Hi Dana,
Thank you for taking time to hear some of my work. Some of what you listened to would have been professional demos and some would have been BIAB. These days what I do is to assemble a backing track in BIAB and then get a vocalist (Jason Wyatt, Nashville) to overdub the backing. He sends me his vocals and I add them to the mix. He sounds much better than I do!
Anyway... enough of that

This is how I set about creating a song.
USING BIAB1. Find a style I like.
2. Layout a chord progression.
Sometimes I load in the demo song for the style and use the chords as a starting point for developing my accompaniment. If I do choose to load in a demo song, the a number of the chords will usually change. Since a chord progression is not copyrighted, though, it's possible to use the PG Music created progressions if you wish.3. Listen to the chord progression over and over (much like your 40 choruses!) until phrases of words start to come to mind.

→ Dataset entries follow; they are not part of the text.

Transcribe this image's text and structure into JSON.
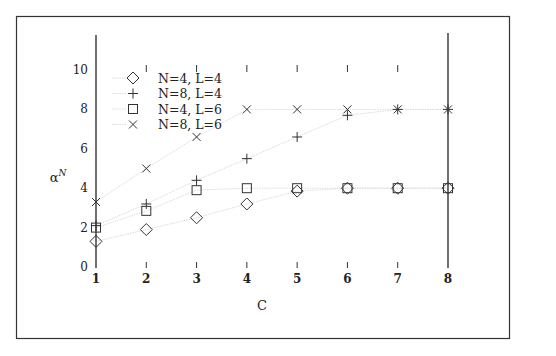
{
  "chart_data": {
    "type": "scatter",
    "title": "",
    "xlabel": "C",
    "ylabel": "α^N",
    "ylabel_base": "α",
    "ylabel_sup": "N",
    "xlim": [
      1,
      8
    ],
    "ylim": [
      0,
      11
    ],
    "x": [
      1,
      2,
      3,
      4,
      5,
      6,
      7,
      8
    ],
    "x_tick_labels": [
      "1",
      "2",
      "3",
      "4",
      "5",
      "6",
      "7",
      "8"
    ],
    "y_ticks": [
      0,
      2,
      4,
      6,
      8,
      10
    ],
    "y_tick_labels": [
      "0",
      "2",
      "4",
      "6",
      "8",
      "10"
    ],
    "grid": false,
    "legend_position": "upper left",
    "series": [
      {
        "name": "N=4, L=4",
        "marker": "diamond",
        "values": [
          1.3,
          1.9,
          2.5,
          3.2,
          3.85,
          4.0,
          4.0,
          4.0
        ]
      },
      {
        "name": "N=8, L=4",
        "marker": "plus",
        "values": [
          2.1,
          3.2,
          4.4,
          5.5,
          6.6,
          7.7,
          8.0,
          8.0
        ]
      },
      {
        "name": "N=4, L=6",
        "marker": "square",
        "values": [
          2.0,
          2.85,
          3.9,
          4.0,
          4.0,
          4.0,
          4.0,
          4.0
        ]
      },
      {
        "name": "N=8, L=6",
        "marker": "cross",
        "values": [
          3.3,
          5.0,
          6.6,
          8.0,
          8.0,
          8.0,
          8.0,
          8.0
        ]
      }
    ]
  }
}
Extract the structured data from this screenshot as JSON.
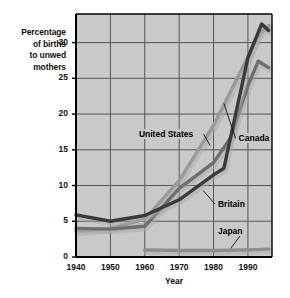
{
  "chart_data": {
    "type": "line",
    "title": "",
    "xlabel": "Year",
    "ylabel": "Percentage of births to unwed mothers",
    "ylabel_lines": [
      "Percentage",
      "of births",
      "to unwed",
      "mothers"
    ],
    "xlim": [
      1940,
      1997
    ],
    "ylim": [
      0,
      34
    ],
    "grid": true,
    "gridlines_x": [
      1940,
      1950,
      1960,
      1970,
      1980,
      1990
    ],
    "gridlines_y": [
      0,
      5,
      10,
      15,
      20,
      25,
      30
    ],
    "xticks": [
      1940,
      1950,
      1960,
      1970,
      1980,
      1990
    ],
    "xtick_labels": [
      "1940",
      "1950",
      "1960",
      "1970",
      "1980",
      "1990"
    ],
    "yticks": [
      0,
      5,
      10,
      15,
      20,
      25,
      30
    ],
    "ytick_labels": [
      "0",
      "5",
      "10",
      "15",
      "20",
      "25",
      "30"
    ],
    "legend_position": "inline-annotations",
    "series": [
      {
        "name": "United States",
        "color": "#9a9a9a",
        "label_x": 1958,
        "label_y": 17.2,
        "leader_to_x": 1979,
        "leader_to_y": 15.6,
        "points": [
          {
            "x": 1940,
            "y": 3.6
          },
          {
            "x": 1950,
            "y": 4.0
          },
          {
            "x": 1960,
            "y": 5.3
          },
          {
            "x": 1970,
            "y": 10.7
          },
          {
            "x": 1980,
            "y": 18.4
          },
          {
            "x": 1990,
            "y": 28.0
          },
          {
            "x": 1993,
            "y": 31.0
          },
          {
            "x": 1996,
            "y": 32.4
          }
        ]
      },
      {
        "name": "Canada",
        "color": "#6e6e6e",
        "label_x": 1987,
        "label_y": 16.6,
        "leader_to_x": 1983,
        "leader_to_y": 21.5,
        "points": [
          {
            "x": 1940,
            "y": 4.0
          },
          {
            "x": 1950,
            "y": 3.9
          },
          {
            "x": 1960,
            "y": 4.3
          },
          {
            "x": 1970,
            "y": 9.6
          },
          {
            "x": 1980,
            "y": 13.2
          },
          {
            "x": 1985,
            "y": 16.7
          },
          {
            "x": 1990,
            "y": 24.0
          },
          {
            "x": 1993,
            "y": 27.4
          },
          {
            "x": 1996,
            "y": 26.5
          }
        ]
      },
      {
        "name": "Britain",
        "color": "#3a3a3a",
        "label_x": 1981,
        "label_y": 7.4,
        "leader_to_x": 1977,
        "leader_to_y": 9.3,
        "points": [
          {
            "x": 1940,
            "y": 5.9
          },
          {
            "x": 1950,
            "y": 5.0
          },
          {
            "x": 1960,
            "y": 5.8
          },
          {
            "x": 1970,
            "y": 8.0
          },
          {
            "x": 1980,
            "y": 11.5
          },
          {
            "x": 1983,
            "y": 12.4
          },
          {
            "x": 1990,
            "y": 27.9
          },
          {
            "x": 1994,
            "y": 32.6
          },
          {
            "x": 1996,
            "y": 31.7
          }
        ]
      },
      {
        "name": "Japan",
        "color": "#8d8d8d",
        "label_x": 1981,
        "label_y": 3.6,
        "leader_to_x": 1985,
        "leader_to_y": 1.2,
        "points": [
          {
            "x": 1960,
            "y": 1.0
          },
          {
            "x": 1970,
            "y": 0.9
          },
          {
            "x": 1980,
            "y": 0.9
          },
          {
            "x": 1990,
            "y": 1.0
          },
          {
            "x": 1996,
            "y": 1.1
          }
        ]
      }
    ],
    "colors": {
      "plot_background": "#c9c9c9",
      "grid": "#555555",
      "axis": "#000000",
      "text": "#111111",
      "page_background": "#ffffff"
    }
  }
}
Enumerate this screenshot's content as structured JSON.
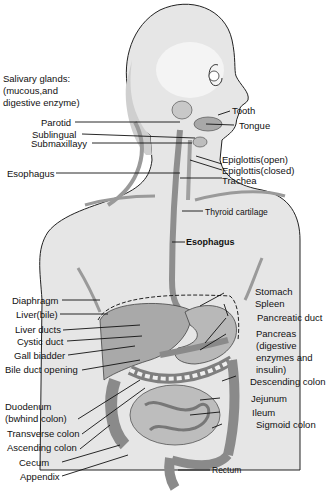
{
  "colors": {
    "background": "#ffffff",
    "skin": "#e4e4e4",
    "skin_light": "#efefef",
    "organ_dark": "#9a9a9a",
    "organ_mid": "#bcbcbc",
    "outline": "#222222",
    "leader": "#111111"
  },
  "header_note": {
    "line1": "Salivary glands:",
    "line2": "(mucous,and",
    "line3": "digestive enzyme)"
  },
  "labels_left": [
    {
      "id": "parotid",
      "text": "Parotid"
    },
    {
      "id": "sublingual",
      "text": "Sublingual"
    },
    {
      "id": "submaxillary",
      "text": "Submaxillayy"
    },
    {
      "id": "esophagus_upper",
      "text": "Esophagus"
    },
    {
      "id": "diaphragm",
      "text": "Diaphragm"
    },
    {
      "id": "liver",
      "text": "Liver(bile)"
    },
    {
      "id": "liver_ducts",
      "text": "Liver ducts"
    },
    {
      "id": "cystic_duct",
      "text": "Cystic duct"
    },
    {
      "id": "gall_bladder",
      "text": "Gall biadder"
    },
    {
      "id": "bile_duct_opening",
      "text": "Bile duct opening"
    },
    {
      "id": "duodenum_1",
      "text": "Duodenum"
    },
    {
      "id": "duodenum_2",
      "text": "(bwhind colon)"
    },
    {
      "id": "transverse_colon",
      "text": "Transverse colon"
    },
    {
      "id": "ascending_colon",
      "text": "Ascending colon"
    },
    {
      "id": "cecum",
      "text": "Cecum"
    },
    {
      "id": "appendix",
      "text": "Appendix"
    }
  ],
  "labels_right": [
    {
      "id": "tooth",
      "text": "Tooth"
    },
    {
      "id": "tongue",
      "text": "Tongue"
    },
    {
      "id": "epiglottis_open",
      "text": "Epiglottis(open)"
    },
    {
      "id": "epiglottis_closed",
      "text": "Epiglottis(closed)"
    },
    {
      "id": "trachea",
      "text": "Trachea"
    },
    {
      "id": "thyroid_cartilage",
      "text": "Thyroid cartilage"
    },
    {
      "id": "esophagus_main",
      "text": "Esophagus"
    },
    {
      "id": "stomach",
      "text": "Stomach"
    },
    {
      "id": "spleen",
      "text": "Spleen"
    },
    {
      "id": "pancreatic_duct",
      "text": "Pancreatic duct"
    },
    {
      "id": "pancreas_1",
      "text": "Pancreas"
    },
    {
      "id": "pancreas_2",
      "text": "(digestive"
    },
    {
      "id": "pancreas_3",
      "text": "enzymes and"
    },
    {
      "id": "pancreas_4",
      "text": "insulin)"
    },
    {
      "id": "descending_colon",
      "text": "Descending colon"
    },
    {
      "id": "jejunum",
      "text": "Jejunum"
    },
    {
      "id": "ileum",
      "text": "Ileum"
    },
    {
      "id": "sigmoid_colon",
      "text": "Sigmoid colon"
    },
    {
      "id": "rectum",
      "text": "Rectum"
    }
  ]
}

4. When I get a phrase that I like, I start developing lyrics.
5. Once lyrics are mostly done, I start working on a melody against the chord progression. At this point, I often try a number of different keys to see which one gives me the best feel. (I love BIAB's transposing ease!)
6. Once the melody is well on the way and the lyrics are starting to cement, I use Notation Editor to notate the melody and to add note-based lyrics to the music.
7. Now I play around with shots and holds and see if I can polish up the overall sound of the arrangement.
By the way, every few changes of the song, I create a newer version of the song. For example, my song will start out as SongTitle 1.SGU. By the time I reach #7 above, I'm usually up to around SongTitle 15.MGU8. When I get something happening that I like, I move the BIAB file into Realband.
USING REALBAND9. In RB, I play around with adding different Realtracks and look for RTs that I might be able to use as fillers in the arrangement.
10. I also do a couple of different tracks of generations of some of the RTs so that I can cut and paste sections to get an overall single, compiled track that works just the way I'd like it to.
11. When I'm happy with all the raw building material that I have in RB, I move my song as WAV files to Reaper (by Cockos). I always set reverb to off and center all tracks before the move.
USING REPEARI have found Reaper a terrific DAW. It had a bit of a learning curve associated with it but there is terrific documentation out there on this DAW that really helps understand it. I particularly like the auto-crossfade that happens simply by cutting and pasting. I've also found the tuning plugin excellent.12. In Reaper I work on the mix (panning, reverb, compression, etc.), record vocals and apply mastering.
Hope this gives you some ideas

BIAB, RB and Reaper and all vital parts of my songwriting workflow.